The breast is the upper ventral region of the torso of a primate, in left and right sides, which in a female contains the mammary gland that secretes milk used to feed infants.
Both men and women develop breasts from the same embryological tissues. However, at puberty, female sex hormones, mainly estrogen, promote breast development, which does not occur in men, due to the higher amount of testosterone. As a result, women's breasts become far more prominent than those of men.
During pregnancy, the breast is responsive to a complex interplay of hormones that cause tissue development and enlargement in order to produce milk. Three such hormones are estrogen, progesterone and prolactin, which cause glandular tissue in the breast and the uterus to change during the menstrual cycle.
Each breast contains 15–20 lobes. The subcutaneous adipose tissue covering the lobes gives the breast its size and shape. Each lobe is composed of many lobules, at the end of which are sacs where milk is produced in response to hormonal signals.
Read more about Breast: Etymology, Development
Other articles related to "breasts, breast":
... The woman is pictured with an oriental style hat and bare breasts ... She is making the gesture to cover her left breast, or to turn it with her hand, and is illuminated by a strong artificial light coming from the external ... It has been suggested that the right hand on the left breast reveals a cancerous breast tumour disguised in a classic pose of love ...
... Mastopexy (Greek μαστός mastos “breast” + -pēxiā “affix”) is the mammoplasty procedure for correcting the size, contour, and elevation of sagging breasts upon the chest ... In a breast-lift surgery to re-establish an aesthetically proportionate bust for the woman, the critical corrective consideration is the tissue viability of the nipple-areola complex, to ... The breast-lift correction of a sagging bust is a plastic surgery operation that cuts excess tissues (glandular, adipose, skin), overstretched suspensory ligaments, and excess skin from the skin-envelope, and ...
... In Christian iconography, some works of art depict women with their breasts in their hands or on a platter, signifying that they died as a martyr by having their breasts severed ...
... of fat and milk-gland tissues, and the occurrence of breast ptosis ... the suspensory Cooper’s ligaments and of the breast skin-envelope (mild, moderate, severe, and pseudo ptosis) — determine the applicable restorative surgical approach for lifting the breasts ... Grade I (mild) breast ptosis can be corrected solely with breast augmentation, surgical and non-surgical ...
... failed to establish any noticeable benefit and some phytoestrogens may present a breast cancer risk ... the following conclusions Plant estrogen intake in early adolescence may protect against breast cancer later in life ... The potential risks of isoflavones on breast tissue in women at high risk for breast cancer is still unclear ...
Famous quotes containing the word breast:
“Venerandam,
In the Cretans phrase, with the golden crown, Aphrodite,
Cypri munimenta sortita est, mirthful, oricalchi, with golden
Girdles and breast bands, thou with dark eyelids
Bearing the golden bough of Argicida.”
—Ezra Pound (18851972)
“I tell you the dances we had were really enough,
your hands on my breast and all that sort of stuff.”
—Anne Sexton (19281974)
“The forehead and the little ears
Have gone where Saturn keeps the years;
The breast where roses could not live
Has done with rising and with falling.”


▸ **Try it**: As an exercise, copy out the entries exactly as written.
[[ The data open ]]
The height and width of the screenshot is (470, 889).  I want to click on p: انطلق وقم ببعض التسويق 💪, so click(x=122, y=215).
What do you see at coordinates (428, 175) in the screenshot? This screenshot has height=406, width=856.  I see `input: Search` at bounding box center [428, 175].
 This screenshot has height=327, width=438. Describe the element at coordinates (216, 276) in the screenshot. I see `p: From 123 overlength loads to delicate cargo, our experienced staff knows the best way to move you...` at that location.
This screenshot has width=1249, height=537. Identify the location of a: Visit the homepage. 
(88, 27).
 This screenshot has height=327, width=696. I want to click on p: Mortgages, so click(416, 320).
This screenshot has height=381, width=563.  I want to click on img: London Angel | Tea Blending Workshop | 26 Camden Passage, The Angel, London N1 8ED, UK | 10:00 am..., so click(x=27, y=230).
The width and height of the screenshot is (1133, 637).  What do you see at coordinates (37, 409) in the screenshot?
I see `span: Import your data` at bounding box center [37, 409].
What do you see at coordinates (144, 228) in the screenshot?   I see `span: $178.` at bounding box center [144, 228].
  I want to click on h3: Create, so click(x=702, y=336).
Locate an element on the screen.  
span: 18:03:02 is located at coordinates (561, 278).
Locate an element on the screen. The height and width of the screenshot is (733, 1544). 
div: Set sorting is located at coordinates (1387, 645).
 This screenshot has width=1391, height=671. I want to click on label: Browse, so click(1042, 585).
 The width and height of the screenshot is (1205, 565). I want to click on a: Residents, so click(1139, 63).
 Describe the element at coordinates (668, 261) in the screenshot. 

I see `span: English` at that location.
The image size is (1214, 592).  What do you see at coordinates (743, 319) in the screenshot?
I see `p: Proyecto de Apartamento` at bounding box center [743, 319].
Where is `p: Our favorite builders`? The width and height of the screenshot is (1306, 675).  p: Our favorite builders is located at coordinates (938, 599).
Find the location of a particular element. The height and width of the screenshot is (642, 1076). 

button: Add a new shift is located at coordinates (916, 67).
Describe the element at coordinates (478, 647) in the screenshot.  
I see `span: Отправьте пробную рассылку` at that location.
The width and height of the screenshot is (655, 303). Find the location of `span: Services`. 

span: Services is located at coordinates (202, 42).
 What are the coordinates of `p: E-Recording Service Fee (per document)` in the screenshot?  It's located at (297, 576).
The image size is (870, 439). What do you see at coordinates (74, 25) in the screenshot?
[[ The data closed ]]
▸ **Response below**:
The height and width of the screenshot is (470, 889).  I want to click on p: انطلق وقم ببعض التسويق 💪, so click(x=122, y=215).
What do you see at coordinates (428, 175) in the screenshot? This screenshot has height=406, width=856.  I see `input: Search` at bounding box center [428, 175].
 This screenshot has height=327, width=438. Describe the element at coordinates (216, 276) in the screenshot. I see `p: From 123 overlength loads to delicate cargo, our experienced staff knows the best way to move you...` at that location.
This screenshot has width=1249, height=537. Identify the location of a: Visit the homepage. 
(88, 27).
 This screenshot has height=327, width=696. I want to click on p: Mortgages, so click(416, 320).
This screenshot has height=381, width=563.  I want to click on img: London Angel | Tea Blending Workshop | 26 Camden Passage, The Angel, London N1 8ED, UK | 10:00 am..., so click(x=27, y=230).
The width and height of the screenshot is (1133, 637).  What do you see at coordinates (37, 409) in the screenshot?
I see `span: Import your data` at bounding box center [37, 409].
What do you see at coordinates (144, 228) in the screenshot?   I see `span: $178.` at bounding box center [144, 228].
  I want to click on h3: Create, so click(x=702, y=336).
Locate an element on the screen.  
span: 18:03:02 is located at coordinates (561, 278).
Locate an element on the screen. The height and width of the screenshot is (733, 1544). 
div: Set sorting is located at coordinates (1387, 645).
 This screenshot has width=1391, height=671. I want to click on label: Browse, so click(1042, 585).
 The width and height of the screenshot is (1205, 565). I want to click on a: Residents, so click(1139, 63).
 Describe the element at coordinates (668, 261) in the screenshot. 

I see `span: English` at that location.
The image size is (1214, 592).  What do you see at coordinates (743, 319) in the screenshot?
I see `p: Proyecto de Apartamento` at bounding box center [743, 319].
Where is `p: Our favorite builders`? The width and height of the screenshot is (1306, 675).  p: Our favorite builders is located at coordinates (938, 599).
Find the location of a particular element. The height and width of the screenshot is (642, 1076). 

button: Add a new shift is located at coordinates (916, 67).
Describe the element at coordinates (478, 647) in the screenshot.  
I see `span: Отправьте пробную рассылку` at that location.
The width and height of the screenshot is (655, 303). Find the location of `span: Services`. 

span: Services is located at coordinates (202, 42).
 What are the coordinates of `p: E-Recording Service Fee (per document)` in the screenshot?  It's located at (297, 576).
The image size is (870, 439). What do you see at coordinates (74, 25) in the screenshot?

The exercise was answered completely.